A special liturgy highlighting scientists, science educators and students of science drew about 200 people — from families with young children to teens and older adults — to Holy Family Church Nov. 27.
The homily was delivered by a scientist, Father Patrick Dolan, who concelebrated the Mass with Archbishop Shelton J. Fabre. Father Dolan told the congregation that the Gospel reading detailing the transfiguration “speaks beautifully” to the fact that — like the apostles Peter, James and John — people are always looking for what is real as God reveals it.
Science and faith intersect in the Eucharist when people try to determine what “truly is real,” Father Dolan said.
Throughout the centuries people have questioned whether “there is anything more than just the bread and wine there” at Communion, he noted. Even notable theologians struggled with this question, he said.
Father Dolan listed “four wonderful reasons for us to believe that there is something significantly more than just the bread and wine, that there really is the Body and Blood of Jesus Christ.”
First, he said, are Jesus’ words. His words are “effective” and “powerful”; they could forgive sins and heal the sick, he said.

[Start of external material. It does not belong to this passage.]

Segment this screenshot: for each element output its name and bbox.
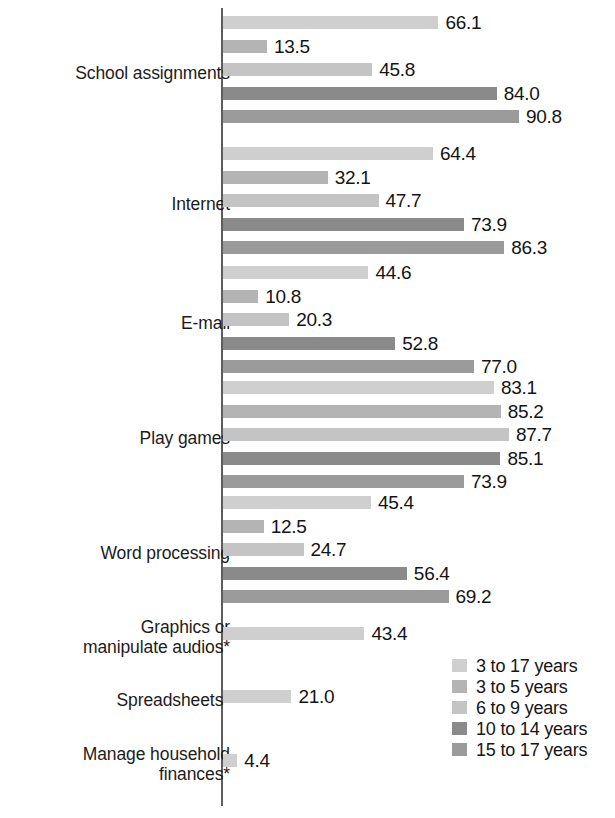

Second, he pointed to “the effect” of the Eucharist throughout the centuries. “When the Eucharist was present, things flourished spiritually,” he said.
Third are the hundreds of miracles attributed to the Eucharist, said Father Dolan. These miracles were not meant to deceive, he said, but to allow people to see more of Jesus, as the apostles did during the transfiguration.
Fourth, Father Dolan said, is what St. Thomas Aquinas called “our spiritual eye,” which is something within that allows one to sense the real presence of Christ in the Eucharist.
“There’s something real and we have every good reason to believe in the reality of the Body and Blood of Jesus,” he said. “You can’t measure it with a machine … but you can detect it with the human soul made in the image and likeness of God that resonates with that.”
Father Dolan went on to share with the congregation that science is to be taken seriously when it comes to the Eucharist.
In 1949, he said, a question came up about the “reality of physical things and the reality of spiritual things. How do they come together in the most sacred Eucharist?”

The question went something like this, he said: If the church claimed that bread and wine are changed into flesh and blood, where does the change take place — in the protons, neutrons, electrons, or in something smaller?
As this was debated, some theologians claimed such questions should not even be asked, he said. Others claimed “We have every right to look at where and try and figure it out so we can behave appropriately,” Father Dolan said.
That debate went on until the beginning of the Second Vatican Council, he said. Some of the arguments were lost in all the changes brought about by the council, but the conclusions remained, he said: Science should be taken seriously and it could help determine “how to do things correctly in our ceremony.”
For example, science helps the church determine what qualifies as Communion bread.

Speaking to the congregation, he concluded, “May you truly be able to use all the tools of human investigation … and may God’s grace grow in you as you investigate your world around you and like our first reading says, may you quickly find its Lord.”
Following the Mass, Tim Tomes, archivist for the archdiocese, and Record columnist Chris Graney, an astronomer with the Vatican Observatory, discussed the recently restored Bouchet telescope. The 150-year-old telescope belonged to Monsignor Michael Bouchet, an inventor and vicar general for the then-Diocese of Louisville in the 1870s.